Best Practices
Please note that this specification is suitable for pre-production pilot implementations.
Overview
Supply chain transparency is not just a matter of issuing verifiable credentials — it requires solving a series of interconnected challenges that arise when many independent actors exchange sustainability data across complex, multi-tier value chains. This section describes common supply chain challenges and presents how UNTP can be used to address each of them. Each design pattern is non-normative best practice guidance for UNTP implementers.
Transparency Graphs
Challenge: Verifying a single credential proves it hasn't been tampered with and was issued by the stated issuer — but it says nothing about whether the graph of linked claims across many credentials is trustworthy. Real compliance verification requires following chains of evidence across multiple credentials issued by different parties: confirming issuer identity, checking accreditation of conformity assessment bodies, tracing product origins through traceability events, and verifying mass-balance consistency.
Solution: UNTP provides a method to recursively discover credentials via identity resolvers, assemble them into a linked-data transparency graph that represents your value chain, and verify the graph against tiered business rules — from core UNTP validation through industry-specific, geography-specific, and organisation-specific rules.
Different Digital Maturities
Challenge: Supply chains will operate with a mix of paper certificates, PDF documents, and digital credentials for years to come. Upstream suppliers may not yet issue verifiable data (no machine-readable structure, no cryptographic integrity, no consistent discovery). Downstream customers may not yet be equipped to consume digital credentials.
Solution: Use AI (Large Language Models) to transform unstructured upstream data into graph-compatible linked data — flagged as unverified — so that the same validation rules can run across the entire graph regardless of source maturity. For downstream consumers, every UNTP credential is designed to be both human-readable (via render templates and hosted verifier links) and machine-readable, so a single credential serves all maturity levels.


## Activity
In the records below, find the line containing "Read all visible content and emit it as JSON."; restate it and every later line word for word, through the last.

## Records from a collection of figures
------------------------------------------------------------------------
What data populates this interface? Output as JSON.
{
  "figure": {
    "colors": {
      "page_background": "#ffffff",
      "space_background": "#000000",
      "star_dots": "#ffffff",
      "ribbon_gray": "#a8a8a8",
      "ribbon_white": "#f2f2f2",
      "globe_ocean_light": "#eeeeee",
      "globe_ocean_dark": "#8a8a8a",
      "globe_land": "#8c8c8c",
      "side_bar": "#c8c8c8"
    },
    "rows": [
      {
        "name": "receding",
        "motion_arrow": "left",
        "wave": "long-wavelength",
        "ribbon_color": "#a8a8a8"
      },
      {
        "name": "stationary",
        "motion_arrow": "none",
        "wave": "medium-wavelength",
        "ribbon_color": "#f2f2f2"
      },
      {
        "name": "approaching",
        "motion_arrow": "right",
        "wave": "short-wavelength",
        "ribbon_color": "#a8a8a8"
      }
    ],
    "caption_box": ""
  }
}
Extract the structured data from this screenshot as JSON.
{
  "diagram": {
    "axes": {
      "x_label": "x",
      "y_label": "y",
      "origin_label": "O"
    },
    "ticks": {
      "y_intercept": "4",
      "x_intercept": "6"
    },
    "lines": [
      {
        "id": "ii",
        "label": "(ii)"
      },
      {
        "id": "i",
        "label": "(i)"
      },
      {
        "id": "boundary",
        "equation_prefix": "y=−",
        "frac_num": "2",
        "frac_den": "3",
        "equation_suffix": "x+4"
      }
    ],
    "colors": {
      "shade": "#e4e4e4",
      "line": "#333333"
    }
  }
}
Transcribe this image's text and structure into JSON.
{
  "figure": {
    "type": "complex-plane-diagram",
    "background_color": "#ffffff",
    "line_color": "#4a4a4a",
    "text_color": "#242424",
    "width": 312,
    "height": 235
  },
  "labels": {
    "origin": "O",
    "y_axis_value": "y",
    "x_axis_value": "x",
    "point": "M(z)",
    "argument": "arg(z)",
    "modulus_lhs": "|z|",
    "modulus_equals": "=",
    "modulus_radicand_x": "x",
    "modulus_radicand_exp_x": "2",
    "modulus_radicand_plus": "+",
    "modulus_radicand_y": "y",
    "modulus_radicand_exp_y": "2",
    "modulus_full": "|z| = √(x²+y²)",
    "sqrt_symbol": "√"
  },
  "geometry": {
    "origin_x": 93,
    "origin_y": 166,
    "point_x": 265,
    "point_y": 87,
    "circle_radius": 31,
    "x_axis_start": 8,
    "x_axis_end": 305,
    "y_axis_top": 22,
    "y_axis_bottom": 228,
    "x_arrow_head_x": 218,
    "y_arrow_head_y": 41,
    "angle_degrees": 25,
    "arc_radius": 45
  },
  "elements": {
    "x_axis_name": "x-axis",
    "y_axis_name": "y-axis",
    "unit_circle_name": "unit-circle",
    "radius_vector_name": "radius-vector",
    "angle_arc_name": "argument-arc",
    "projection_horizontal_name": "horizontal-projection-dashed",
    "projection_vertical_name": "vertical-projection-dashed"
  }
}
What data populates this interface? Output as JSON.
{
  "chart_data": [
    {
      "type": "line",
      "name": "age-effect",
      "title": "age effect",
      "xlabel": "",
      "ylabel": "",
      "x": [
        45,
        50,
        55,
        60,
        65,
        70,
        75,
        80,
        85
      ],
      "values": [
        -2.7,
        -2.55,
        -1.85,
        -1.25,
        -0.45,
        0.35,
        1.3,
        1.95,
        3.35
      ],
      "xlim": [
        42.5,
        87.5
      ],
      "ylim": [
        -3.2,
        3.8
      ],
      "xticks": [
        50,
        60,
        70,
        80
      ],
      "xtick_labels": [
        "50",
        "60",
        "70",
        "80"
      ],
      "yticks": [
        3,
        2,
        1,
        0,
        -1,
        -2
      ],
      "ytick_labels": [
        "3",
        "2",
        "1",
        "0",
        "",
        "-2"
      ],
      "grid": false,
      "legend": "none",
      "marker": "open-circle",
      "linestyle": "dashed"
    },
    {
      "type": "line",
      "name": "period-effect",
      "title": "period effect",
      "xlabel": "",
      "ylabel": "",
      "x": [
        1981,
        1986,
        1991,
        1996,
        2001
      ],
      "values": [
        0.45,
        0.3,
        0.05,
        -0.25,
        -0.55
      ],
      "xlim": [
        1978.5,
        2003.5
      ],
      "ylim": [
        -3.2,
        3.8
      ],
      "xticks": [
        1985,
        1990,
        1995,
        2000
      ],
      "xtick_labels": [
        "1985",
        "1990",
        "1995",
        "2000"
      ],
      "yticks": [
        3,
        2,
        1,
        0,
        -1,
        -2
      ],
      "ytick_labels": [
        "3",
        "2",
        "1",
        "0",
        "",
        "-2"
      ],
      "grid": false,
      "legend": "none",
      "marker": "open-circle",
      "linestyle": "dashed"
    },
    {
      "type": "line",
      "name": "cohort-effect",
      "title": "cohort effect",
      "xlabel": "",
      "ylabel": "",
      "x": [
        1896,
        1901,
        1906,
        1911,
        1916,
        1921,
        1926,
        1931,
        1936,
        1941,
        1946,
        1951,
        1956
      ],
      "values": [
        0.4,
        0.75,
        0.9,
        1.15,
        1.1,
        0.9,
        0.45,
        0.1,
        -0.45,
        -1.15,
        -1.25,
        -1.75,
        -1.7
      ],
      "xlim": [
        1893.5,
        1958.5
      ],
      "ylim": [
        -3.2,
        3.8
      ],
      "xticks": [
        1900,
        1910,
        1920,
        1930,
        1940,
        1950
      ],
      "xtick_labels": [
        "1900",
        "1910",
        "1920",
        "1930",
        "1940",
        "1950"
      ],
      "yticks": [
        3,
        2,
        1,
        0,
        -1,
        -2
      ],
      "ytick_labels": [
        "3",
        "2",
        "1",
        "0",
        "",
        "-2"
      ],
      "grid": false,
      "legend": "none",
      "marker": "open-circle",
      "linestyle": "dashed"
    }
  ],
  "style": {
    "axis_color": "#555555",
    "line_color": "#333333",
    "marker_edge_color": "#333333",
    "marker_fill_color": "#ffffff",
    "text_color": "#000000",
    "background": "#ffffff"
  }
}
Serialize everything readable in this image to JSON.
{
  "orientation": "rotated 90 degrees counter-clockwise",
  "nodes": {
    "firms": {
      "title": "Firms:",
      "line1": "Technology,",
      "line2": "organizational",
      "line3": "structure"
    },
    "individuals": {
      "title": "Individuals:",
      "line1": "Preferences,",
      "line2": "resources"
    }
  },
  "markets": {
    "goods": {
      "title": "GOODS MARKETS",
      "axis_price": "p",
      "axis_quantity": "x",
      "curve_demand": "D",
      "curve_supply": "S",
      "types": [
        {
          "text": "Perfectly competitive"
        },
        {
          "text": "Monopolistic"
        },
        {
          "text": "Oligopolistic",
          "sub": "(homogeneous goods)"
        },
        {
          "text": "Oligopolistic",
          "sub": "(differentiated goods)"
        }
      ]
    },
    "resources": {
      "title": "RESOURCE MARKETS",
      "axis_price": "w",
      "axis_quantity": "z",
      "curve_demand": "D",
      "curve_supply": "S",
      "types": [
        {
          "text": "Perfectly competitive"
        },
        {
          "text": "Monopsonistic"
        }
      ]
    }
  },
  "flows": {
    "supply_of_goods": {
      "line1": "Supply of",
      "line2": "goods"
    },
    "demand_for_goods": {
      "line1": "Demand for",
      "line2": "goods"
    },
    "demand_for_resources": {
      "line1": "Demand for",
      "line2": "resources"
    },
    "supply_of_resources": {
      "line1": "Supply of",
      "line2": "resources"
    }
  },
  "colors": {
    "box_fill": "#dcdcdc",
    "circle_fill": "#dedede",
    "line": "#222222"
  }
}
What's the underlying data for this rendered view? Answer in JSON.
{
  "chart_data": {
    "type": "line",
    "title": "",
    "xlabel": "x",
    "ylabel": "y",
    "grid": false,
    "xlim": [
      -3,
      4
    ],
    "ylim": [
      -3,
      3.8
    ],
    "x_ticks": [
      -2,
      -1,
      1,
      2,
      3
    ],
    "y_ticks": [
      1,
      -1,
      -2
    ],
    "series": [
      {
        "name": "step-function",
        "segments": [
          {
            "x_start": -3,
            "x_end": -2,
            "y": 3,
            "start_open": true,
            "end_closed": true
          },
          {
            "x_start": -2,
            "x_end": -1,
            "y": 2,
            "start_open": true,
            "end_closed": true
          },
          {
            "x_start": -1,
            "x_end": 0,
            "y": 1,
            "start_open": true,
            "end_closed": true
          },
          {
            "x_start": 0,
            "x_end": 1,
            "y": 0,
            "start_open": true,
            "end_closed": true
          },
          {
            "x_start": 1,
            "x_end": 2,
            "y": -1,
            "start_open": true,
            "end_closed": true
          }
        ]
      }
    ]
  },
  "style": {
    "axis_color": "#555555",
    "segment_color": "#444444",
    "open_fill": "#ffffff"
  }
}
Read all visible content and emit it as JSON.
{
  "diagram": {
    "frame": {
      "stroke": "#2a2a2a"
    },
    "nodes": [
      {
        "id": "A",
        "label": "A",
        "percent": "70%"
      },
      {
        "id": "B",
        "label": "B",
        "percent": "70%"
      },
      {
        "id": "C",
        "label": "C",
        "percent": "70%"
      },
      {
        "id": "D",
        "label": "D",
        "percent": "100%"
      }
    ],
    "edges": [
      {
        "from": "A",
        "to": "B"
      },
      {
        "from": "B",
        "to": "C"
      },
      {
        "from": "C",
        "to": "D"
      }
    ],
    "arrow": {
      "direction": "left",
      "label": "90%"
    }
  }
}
------------------------------------------------------------------------
## Task response
Read all visible content and emit it as JSON.
{
  "diagram": {
    "frame": {
      "stroke": "#2a2a2a"
    },
    "nodes": [
      {
        "id": "A",
        "label": "A",
        "percent": "70%"
      },
      {
        "id": "B",
        "label": "B",
        "percent": "70%"
      },
      {
        "id": "C",
        "label": "C",
        "percent": "70%"
      },
      {
        "id": "D",
        "label": "D",
        "percent": "100%"
      }
    ],
    "edges": [
      {
        "from": "A",
        "to": "B"
      },
      {
        "from": "B",
        "to": "C"
      },
      {
        "from": "C",
        "to": "D"
      }
    ],
    "arrow": {
      "direction": "left",
      "label": "90%"
    }
  }
}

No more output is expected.